Interesting Titan info (Score:3)
--ac
Re:From a land based optical telescope? (Score:3)
Sounds like a sea of gooified Spinal Tap album jackets to me.
No, not oil... (Score:3)
BTW, the BBC article never used the words "oil" in their article, AFAIK... I have no idea how that was assumed...
Seas of Oil and Methane clouds are not unusual. (Score:3)
--Shoeboy
Re:Saudi Arabia Annexes Titan (Score:3)
--Shoeboy
Sing along. . . (Score:4)
under the sea
In a Saturn's rings beneath the waves
We'd dance and shout,
and sing refrains
until explosive decompression got our brains.
Re:Does existance of oil imply life? (Score:5)
Saudi Arabia Annexes Titan (Score:5)
"Mine, Mine, All Mine," Vows Gleeful King
DHARAN, SAUDI ARABIA (AP) - In a bold and unprecedented move, an Earth-based nation has laid claim to an entire celestial body. When the BBC reported that astronomers had located a potential "ocean of oil" on Titan, Saturn's largest moon, the government of Saudi Arabia quickly mobilized and annexed the satellite using a highly questionable procedure. Saudi Arabia is an extremely oil-rich country, and most analysts believe that the move by the Saudis serves only to increase their oil reserves.
The United States' reaction to the annexation was swift and negative. "We would advise Saudi Arabia to carefully reconsider their decision," said State Department spokeman James Rubin. "The Chinese attempted to annex the Jovian satellite Europa in 2010: Odyssey Two, and you saw what happened to them.
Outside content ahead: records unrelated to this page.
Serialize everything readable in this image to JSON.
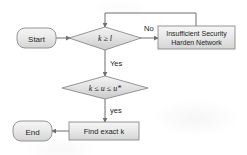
{
  "diagram": {
    "type": "flowchart",
    "background_color": "#ffffff",
    "node_fill_top": "#f2f2f2",
    "node_fill_bottom": "#d9d9d9",
    "node_stroke": "#8a8a8a",
    "connector_color": "#6f6f6f",
    "text_color": "#1c1c1c"
  },
  "nodes": {
    "start": {
      "label": "Start",
      "shape": "rounded-rectangle"
    },
    "decision_k_ge_l": {
      "label": "k ≥ l",
      "shape": "diamond"
    },
    "insufficient_security": {
      "line1": "Insufficient Security",
      "line2": "Harden Network",
      "shape": "rectangle"
    },
    "decision_k_le_u": {
      "label": "k ≤ u ≤ u*",
      "shape": "diamond"
    },
    "find_exact_k": {
      "label": "Find exact k",
      "shape": "rectangle"
    },
    "end": {
      "label": "End",
      "shape": "rounded-rectangle"
    }
  },
  "edges": {
    "start_to_decision1": {
      "label": ""
    },
    "decision1_no": {
      "label": "No"
    },
    "decision1_yes": {
      "label": "Yes"
    },
    "decision2_yes": {
      "label": "yes"
    },
    "feedback_loop": {
      "label": ""
    },
    "find_to_end": {
      "label": ""
    }
  }
}
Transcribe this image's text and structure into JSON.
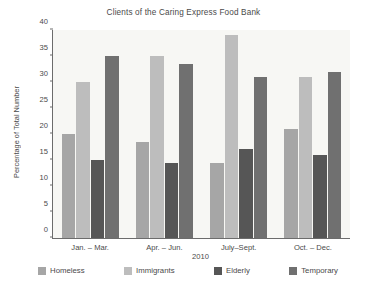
{
  "chart_data": {
    "type": "bar",
    "title": "Clients of the Caring Express Food Bank",
    "xlabel": "2010",
    "ylabel": "Percentage of Total Number",
    "categories": [
      "Jan. – Mar.",
      "Apr. – Jun.",
      "July–Sept.",
      "Oct. – Dec."
    ],
    "series": [
      {
        "name": "Homeless",
        "color": "#a6a6a6",
        "values": [
          20,
          18.5,
          14.5,
          21
        ]
      },
      {
        "name": "Immigrants",
        "color": "#bdbdbd",
        "values": [
          30,
          35,
          39,
          31
        ]
      },
      {
        "name": "Elderly",
        "color": "#565656",
        "values": [
          15,
          14.5,
          17.2,
          16
        ]
      },
      {
        "name": "Temporary",
        "color": "#707070",
        "values": [
          35,
          33.5,
          31,
          32
        ]
      }
    ],
    "ylim": [
      0,
      40
    ],
    "yticks": [
      0,
      5,
      10,
      15,
      20,
      25,
      30,
      35,
      40
    ],
    "ytick_labels": [
      "0",
      "5",
      "10",
      "15",
      "20",
      "25",
      "30",
      "35",
      "40"
    ],
    "grid": false,
    "legend_position": "bottom",
    "plot_background": "#f7f7f4",
    "axis_color": "#6c6c6c"
  }
}
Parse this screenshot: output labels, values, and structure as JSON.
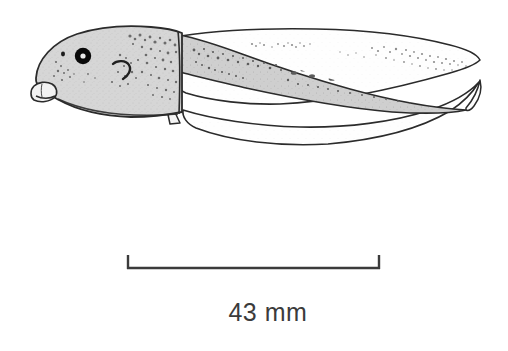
{
  "figure": {
    "background_color": "#ffffff",
    "ink_color": "#2b2b2b",
    "body_fill_color": "#d3d3d3",
    "fin_fill_color": "#fdfdfd",
    "tail_muscle_color": "#c8c8c8",
    "speckle_color": "#6e6e6e",
    "eye_color": "#000000",
    "eye_highlight_color": "#ffffff"
  },
  "scale_bar": {
    "label": "43 mm",
    "value": 43,
    "units": "mm",
    "left_x": 127,
    "right_x": 380,
    "baseline_y": 268,
    "tick_height": 13,
    "line_color": "#3b3b3b",
    "line_width": 2.4
  },
  "anatomy": {
    "parts": [
      {
        "name": "body",
        "label": "Body"
      },
      {
        "name": "eye",
        "label": "Eye"
      },
      {
        "name": "nostril",
        "label": "Nostril"
      },
      {
        "name": "spiracle",
        "label": "Spiracle"
      },
      {
        "name": "oral-disc",
        "label": "Oral disc"
      },
      {
        "name": "vent-tube",
        "label": "Vent tube"
      },
      {
        "name": "tail-muscle",
        "label": "Tail musculature"
      },
      {
        "name": "dorsal-fin",
        "label": "Dorsal fin"
      },
      {
        "name": "ventral-fin",
        "label": "Ventral fin"
      },
      {
        "name": "tail-tip",
        "label": "Tail tip"
      }
    ]
  }
}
This move is reckless, and may have far-reaching unintended consequences." Similar statements were released by Russia, France, Tahiti, and Swaziland. As of yet, no country has indicated that they will officially recognize Titan as Saudi soil.
The reaction from Titan was equally fervent. "Under no circumstances," stated official satellite spokesbeing Gkklotrff Bdssuirghed, "will the citizens of Titan accept any intrusion by the government of the Kingdom of Saudi Arabia. We have never done anything to you silly Earth-bound two-legged bastards; all we ask is that you pay us the reciprocal courtesy in return." The official Titan News Agency reported that the Titan military was in a state of "high alert."
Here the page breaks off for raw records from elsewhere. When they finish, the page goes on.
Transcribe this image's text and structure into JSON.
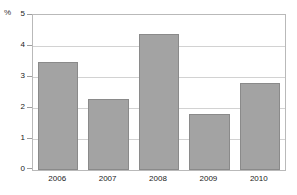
{
  "chart_data": {
    "type": "bar",
    "title": "",
    "xlabel": "",
    "ylabel": "%",
    "unit_label": "%",
    "categories": [
      "2006",
      "2007",
      "2008",
      "2009",
      "2010"
    ],
    "values": [
      3.5,
      2.3,
      4.4,
      1.8,
      2.8
    ],
    "series": [
      {
        "name": "",
        "values": [
          3.5,
          2.3,
          4.4,
          1.8,
          2.8
        ]
      }
    ],
    "ylim": [
      0,
      5
    ],
    "xlim_categories": 5,
    "yticks": [
      0,
      1,
      2,
      3,
      4,
      5
    ],
    "ytick_labels": [
      "0",
      "1",
      "2",
      "3",
      "4",
      "5"
    ],
    "grid": true,
    "grid_axis": "y",
    "legend": false,
    "legend_position": "none",
    "colors": {
      "bar_fill": "#a3a3a3",
      "bar_border": "#8a8a8a",
      "gridline": "#d2d2d2",
      "axis_frame": "#b9b9b9",
      "text": "#222222",
      "background": "#ffffff"
    }
  }
}
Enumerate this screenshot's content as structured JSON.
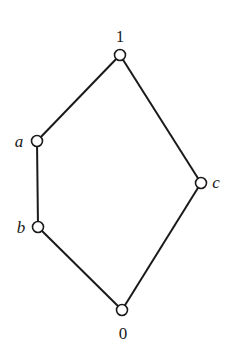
{
  "diagram": {
    "type": "hasse-diagram",
    "colors": {
      "line": "#1a1a1a",
      "node_fill": "#ffffff",
      "background": "#ffffff"
    },
    "nodes": [
      {
        "id": "top",
        "label": "1",
        "x": 120,
        "y": 55,
        "label_x": 120,
        "label_y": 42,
        "italic": false
      },
      {
        "id": "a",
        "label": "a",
        "x": 37,
        "y": 141,
        "label_x": 19,
        "label_y": 147,
        "italic": true
      },
      {
        "id": "b",
        "label": "b",
        "x": 38,
        "y": 227,
        "label_x": 21,
        "label_y": 233,
        "italic": true
      },
      {
        "id": "c",
        "label": "c",
        "x": 201,
        "y": 183,
        "label_x": 216,
        "label_y": 188,
        "italic": true
      },
      {
        "id": "bottom",
        "label": "0",
        "x": 122,
        "y": 310,
        "label_x": 123,
        "label_y": 339,
        "italic": false
      }
    ],
    "edges": [
      [
        "top",
        "a"
      ],
      [
        "a",
        "b"
      ],
      [
        "b",
        "bottom"
      ],
      [
        "top",
        "c"
      ],
      [
        "c",
        "bottom"
      ]
    ]
  }
}
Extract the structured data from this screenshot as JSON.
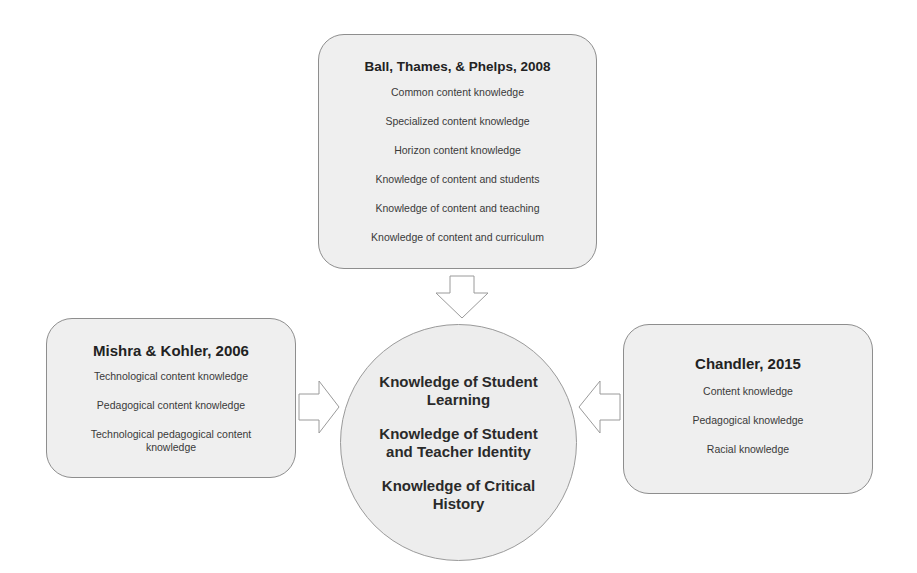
{
  "diagram": {
    "top_box": {
      "title": "Ball, Thames, & Phelps, 2008",
      "items": [
        "Common content knowledge",
        "Specialized content knowledge",
        "Horizon content knowledge",
        "Knowledge of content and students",
        "Knowledge of content and teaching",
        "Knowledge of content and curriculum"
      ]
    },
    "left_box": {
      "title": "Mishra & Kohler, 2006",
      "items": [
        "Technological content knowledge",
        "Pedagogical content knowledge",
        "Technological pedagogical content knowledge"
      ]
    },
    "right_box": {
      "title": "Chandler, 2015",
      "items": [
        "Content knowledge",
        "Pedagogical knowledge",
        "Racial knowledge"
      ]
    },
    "center": {
      "concepts": [
        "Knowledge of Student Learning",
        "Knowledge of Student and Teacher Identity",
        "Knowledge of Critical History"
      ]
    },
    "arrows": [
      {
        "from": "top_box",
        "to": "center",
        "direction": "down"
      },
      {
        "from": "left_box",
        "to": "center",
        "direction": "right"
      },
      {
        "from": "right_box",
        "to": "center",
        "direction": "left"
      }
    ],
    "colors": {
      "box_fill": "#efefef",
      "box_border": "#8e8e8e",
      "arrow_stroke": "#9a9a9a",
      "text": "#2a2a2a"
    }
  }
}
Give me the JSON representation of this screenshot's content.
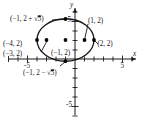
{
  "figure": {
    "type": "ellipse-graph",
    "axes": {
      "x_label": "x",
      "y_label": "y",
      "x_ticks": [
        {
          "value": -5,
          "label": "-5"
        },
        {
          "value": 5,
          "label": "5"
        }
      ],
      "y_ticks": [
        {
          "value": 5,
          "label": "5"
        },
        {
          "value": -5,
          "label": "-5"
        }
      ],
      "x_range": [
        -7,
        7
      ],
      "y_range": [
        -7,
        7
      ],
      "tick_step": 1,
      "grid": false
    },
    "curve": {
      "kind": "ellipse",
      "center": [
        -1,
        2
      ],
      "semi_major_x": 3,
      "semi_minor_y": 2.2360679,
      "stroke": "#1a1a1a"
    },
    "points": [
      {
        "id": "co-vertex-top",
        "x": -1,
        "y": 4.2360679,
        "label": "(-1, 2 + √5)"
      },
      {
        "id": "vertex-left",
        "x": -4,
        "y": 2,
        "label": "(-4, 2)"
      },
      {
        "id": "focus-left",
        "x": -3,
        "y": 2,
        "label": "(-3, 2)"
      },
      {
        "id": "center",
        "x": -1,
        "y": 2,
        "label": "(-1, 2)"
      },
      {
        "id": "focus-right",
        "x": 1,
        "y": 2,
        "label": "(1, 2)"
      },
      {
        "id": "vertex-right",
        "x": 2,
        "y": 2,
        "label": "(2, 2)"
      },
      {
        "id": "co-vertex-bottom",
        "x": -1,
        "y": -0.236068,
        "label": "(-1, 2 - √5)"
      }
    ],
    "labels": {
      "top_covertex": {
        "prefix": "(−1, 2 + ",
        "radical": "5",
        "suffix": ")"
      },
      "bottom_covertex": {
        "prefix": "(−1, 2 − ",
        "radical": "5",
        "suffix": ")"
      },
      "left_vertex": "(−4, 2)",
      "left_focus": "(−3, 2)",
      "center": "(−1, 2)",
      "right_focus": "(1, 2)",
      "right_vertex": "(2, 2)"
    },
    "colors": {
      "stroke": "#1a1a1a",
      "point_fill": "#000000",
      "background": "#ffffff"
    }
  }
}
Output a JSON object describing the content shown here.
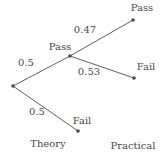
{
  "diagram": {
    "type": "probability-tree",
    "stage_labels": {
      "first": "Theory",
      "second": "Practical"
    },
    "nodes": {
      "theory_pass": "Pass",
      "theory_fail": "Fail",
      "practical_pass": "Pass",
      "practical_fail": "Fail"
    },
    "probabilities": {
      "theory_pass": "0.5",
      "theory_fail": "0.5",
      "practical_pass": "0.47",
      "practical_fail": "0.53"
    },
    "colors": {
      "line": "#5f5f5f",
      "node": "#4a4a4a",
      "text": "#4d4844",
      "background": "#ffffff"
    }
  }
}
The Saudi government, however, is downplaying the interplanetary outrage. "What we have done, we have done under the auspices of international law. If the United States, or Swaziland, or whatever, wished to annex Titan, it could have done so long ago," said a government spokeperson. "Waahh, waahh, waahh. You're just jealous because we did it first."
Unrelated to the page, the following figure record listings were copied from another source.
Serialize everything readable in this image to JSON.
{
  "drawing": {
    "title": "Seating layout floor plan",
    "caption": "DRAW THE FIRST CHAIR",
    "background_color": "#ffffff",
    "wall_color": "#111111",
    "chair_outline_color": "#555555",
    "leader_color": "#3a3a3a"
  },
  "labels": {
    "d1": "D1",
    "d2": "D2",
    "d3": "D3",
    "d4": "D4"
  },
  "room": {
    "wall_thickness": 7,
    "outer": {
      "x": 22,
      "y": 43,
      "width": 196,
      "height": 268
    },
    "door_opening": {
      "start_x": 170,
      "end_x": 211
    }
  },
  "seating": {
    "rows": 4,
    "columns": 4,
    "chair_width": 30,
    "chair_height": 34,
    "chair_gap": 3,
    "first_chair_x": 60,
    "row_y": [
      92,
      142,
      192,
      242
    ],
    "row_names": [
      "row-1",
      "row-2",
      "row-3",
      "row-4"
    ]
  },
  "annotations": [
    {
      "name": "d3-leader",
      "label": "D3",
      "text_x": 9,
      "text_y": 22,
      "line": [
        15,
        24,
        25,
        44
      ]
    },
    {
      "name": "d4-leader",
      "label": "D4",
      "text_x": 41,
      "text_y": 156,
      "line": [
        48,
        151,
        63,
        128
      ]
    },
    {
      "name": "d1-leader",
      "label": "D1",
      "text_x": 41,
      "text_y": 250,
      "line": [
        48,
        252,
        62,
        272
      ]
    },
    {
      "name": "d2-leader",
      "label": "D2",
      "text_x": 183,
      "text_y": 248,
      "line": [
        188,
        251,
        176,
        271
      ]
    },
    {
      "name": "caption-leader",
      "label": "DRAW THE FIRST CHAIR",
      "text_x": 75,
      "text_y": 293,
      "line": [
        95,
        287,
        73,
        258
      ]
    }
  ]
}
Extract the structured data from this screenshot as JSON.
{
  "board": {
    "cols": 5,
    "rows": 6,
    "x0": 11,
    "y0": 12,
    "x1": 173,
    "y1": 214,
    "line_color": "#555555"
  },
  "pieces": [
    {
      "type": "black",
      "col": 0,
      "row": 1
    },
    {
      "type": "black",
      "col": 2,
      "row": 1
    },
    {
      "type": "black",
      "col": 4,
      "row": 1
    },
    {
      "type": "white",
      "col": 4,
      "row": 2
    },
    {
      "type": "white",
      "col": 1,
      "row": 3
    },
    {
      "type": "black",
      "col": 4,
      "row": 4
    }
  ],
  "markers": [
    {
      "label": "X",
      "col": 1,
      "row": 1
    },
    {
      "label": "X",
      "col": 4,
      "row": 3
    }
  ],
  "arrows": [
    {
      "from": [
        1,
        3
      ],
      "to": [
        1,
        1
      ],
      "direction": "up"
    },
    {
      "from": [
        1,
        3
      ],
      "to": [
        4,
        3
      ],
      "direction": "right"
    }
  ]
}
In the meantime, however, Saudi Arabia is preparing its massive space program for an expedition to the distant moon. While the government is closely protecting the identity of the five astronauts that will make the trip in the top-of-the-line Saudi Shazam al-Rocket spacecraft, the Associated Press was able to speak by telephone to one of them. "I'm very pleased to be going," said the astronaut, who spoke on the condition of anonymity. "I am confident that Allah will protect us and keep us safe on our way to Titan. Hopefully, when we get there, we'll find 'Allaht' of oil," the astronaut joked.